Klaviyo is not the bottleneck. Klaviyo is the execution layer for many of these plays — the channel through which the email or SMS actually sends. The bottleneck is the intelligence layer that detects cross-tool signals and orchestrates the coordinated response.
That intelligence layer — the orchestration engine — is what makes these plays possible. Not as a replacement for Klaviyo, but as the brain that tells Klaviyo (and every other tool in your stack) what to do, when, and why.
For a complete understanding of what retention orchestration means and how it works, see our guide to what retention orchestration is.
Getting Started: Which Play First?
If you cannot run all five plays immediately, here is the priority order based on typical impact and implementation complexity:
| Priority | Play | Why First |
|---|---|---|
| 1 | Play 4: Support-aware suppression | Fastest to implement, prevents immediate brand damage, protects existing customers |
| 2 | Play 1: Subscription save | Directly prevents revenue loss, high save rate differential |
| 3 | Play 3: Loyalty-tiered win-back | Recovers revenue with lower margin cost, uses existing loyalty investment |
| 4 | Play 5: Frequency optimization | Systemic improvement, reduces churn across all segments |
| 5 | Play 2: VIP recovery | High per-customer impact but lower volume (top 10% only) |
Start with Play 4 because it is defensive — it prevents you from making your retention problem worse. Then move to Play 1 for the highest direct revenue impact. Layer in the remaining plays as your orchestration capability matures.
For a broader framework on retention strategies beyond these five plays, see our e-commerce retention strategies guide for 2026.
Frequently Asked Questions
Can I build these plays using Klaviyo's native integrations?

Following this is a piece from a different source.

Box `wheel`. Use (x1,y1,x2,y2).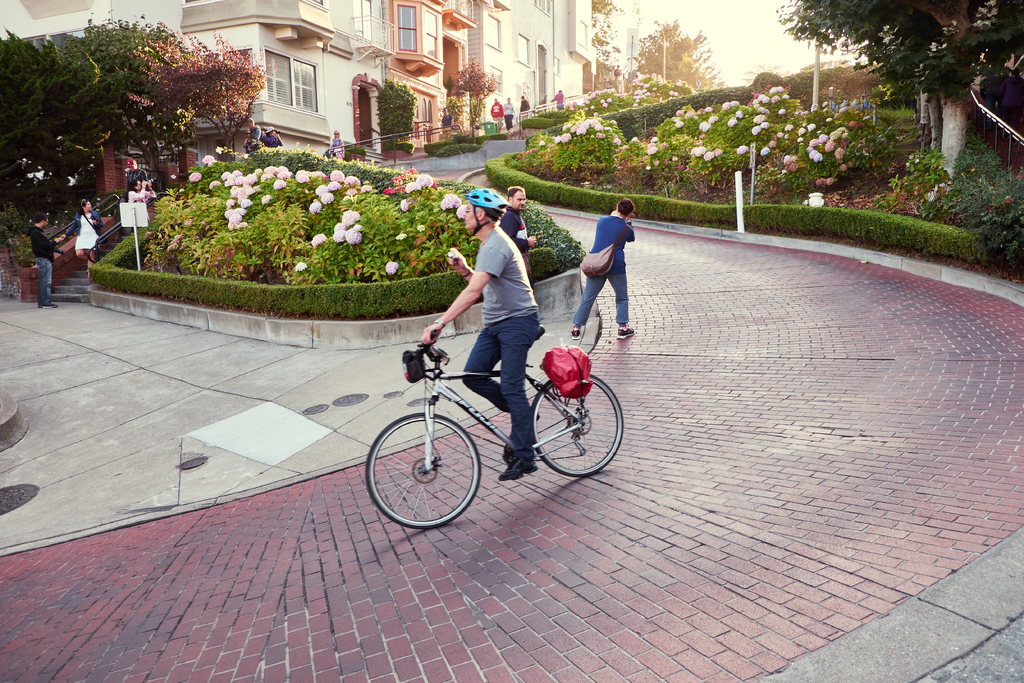
(528,373,623,475).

Partially, for some plays. Klaviyo has native integrations with Recharge and some other tools that sync basic data. However, the synced data is typically limited to static properties (subscription status, loyalty tier) rather than real-time event data (support ticket opened today, review submitted this morning). More importantly, Klaviyo can trigger actions within its own platform but cannot orchestrate actions in Gorgias, Smile.io, or Yotpo. The cross-tool coordination — suppressing in one tool while triggering in another — requires an orchestration layer.
Do these plays work for brands that use Klaviyo for both email and SMS?
Yes. Even brands that consolidate email and SMS in Klaviyo still use separate tools for subscriptions (Recharge), support (Gorgias), loyalty (Smile.io), and reviews (Yotpo). The cross-tool signals that power these plays come from those tools, not from the email/SMS split. Whether your SMS runs through Klaviyo or Attentive, the fundamental gap is the same: the email/SMS platform does not see subscription, support, loyalty, and review data in real time.
What is the minimum tool stack needed for these plays?
At minimum: Klaviyo (email/SMS) + one subscription tool (Recharge) + one support tool (Gorgias) + one loyalty tool (Smile.io) + one review tool (Yotpo). Most DTC brands above $5M in revenue already have this stack. The plays scale — you do not need all five to start. Play 4 (support-aware suppression) requires only Klaviyo + Gorgias. Play 3 (loyalty-tiered win-back) requires only Klaviyo + Smile.io.
How much revenue lift can I expect from cross-tool plays?
Revenue impact varies by brand size, vertical, and stack complexity. As a general range: brands that implement cross-tool orchestration across their full stack see a 10-25% improvement in retention-attributed revenue within the first 90 days. The largest gains come from preventing revenue loss (subscription saves, VIP recovery) rather than generating new revenue. For a $20M DTC brand where retention drives 35% of revenue, a 15% improvement in retention performance translates to roughly $1M in additional annual revenue.
Are these plays relevant for brands that do not have subscriptions?
Plays 2 (VIP recovery), 3 (loyalty win-back), 4 (support-aware suppression), and 5 (frequency optimization) apply to any DTC brand with multiple retention tools, regardless of subscription model. Only Play 1 is subscription-specific. The underlying principle — cross-tool signals enable better retention decisions than any single tool alone — applies universally.